Helen Keller was a voracious reader. She describes her love of reading in her second autobiography entitled Midstream, published in 1929.
"More than at any other time, when I hold a beloved book in my hand my limitations fall from me, my spirit is free. Books are my compensation for the harms of fate. They give me a world for a lost world, and for mortals who have disappointed me they give me gods.
I cannot take space to name here all the books that have enriched my life, but there are a few that I cannot pass over. The one I have read most is the Bible. I have read and reread it until in many parts the pages have faded out—I mean, my fingers have rubbed off the dots, and I must supply whole verses from memory, especially the Psalms, the Prophets, and the Gospels. To the Bible I always go for confidence when waves of doubt rush over me and no voice is near to reassure me.

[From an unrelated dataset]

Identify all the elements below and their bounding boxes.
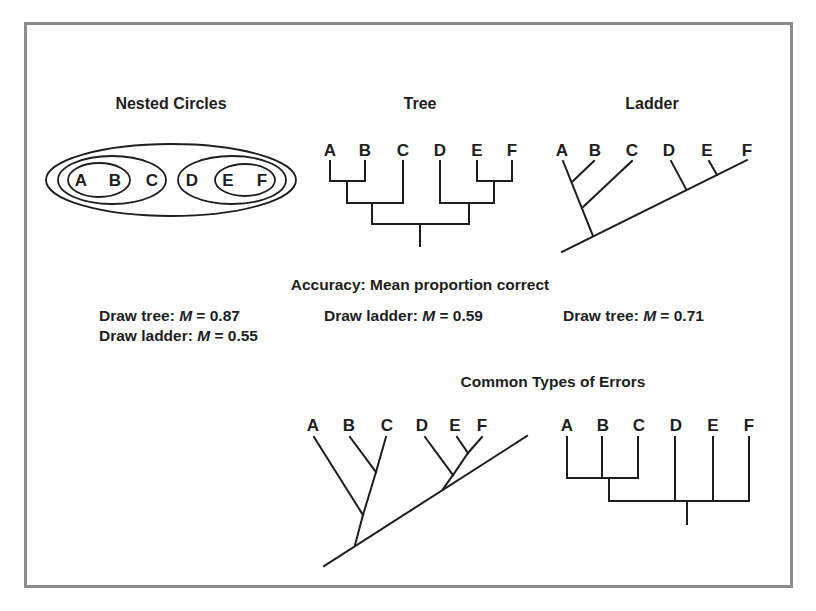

...It was while I was still a little girl that I made the acquaintance of three great American writers who are inseparably linked in my mind. All three opened for me magic windows through which I still look upon the universe and find it “many splendoured (sic.)." I mean Emerson, Thoreau, and Whitman. Of the three Whitman is my best beloved. He has been an inspiration to me in a very special way. I began to read his poetry years ago at a time when I was overwhelmed by a sense of isolation and self-doubt. It was when I read "The Song of the Open Road" that my spirit leaped up to meet him. For me his verses have the quality of exquisite physical sensations. They wave like flowers, they quiver like fountains, or rush on like mountain torrents. He sings unconquerable life. He is in the middle of the stream. He marches with the world's thought, not against it. To me he seems incomparably our best poet."
Image: Helen Keller sitting and reading a book in braille, American Foundation for the Blind, Helen Keller Archives.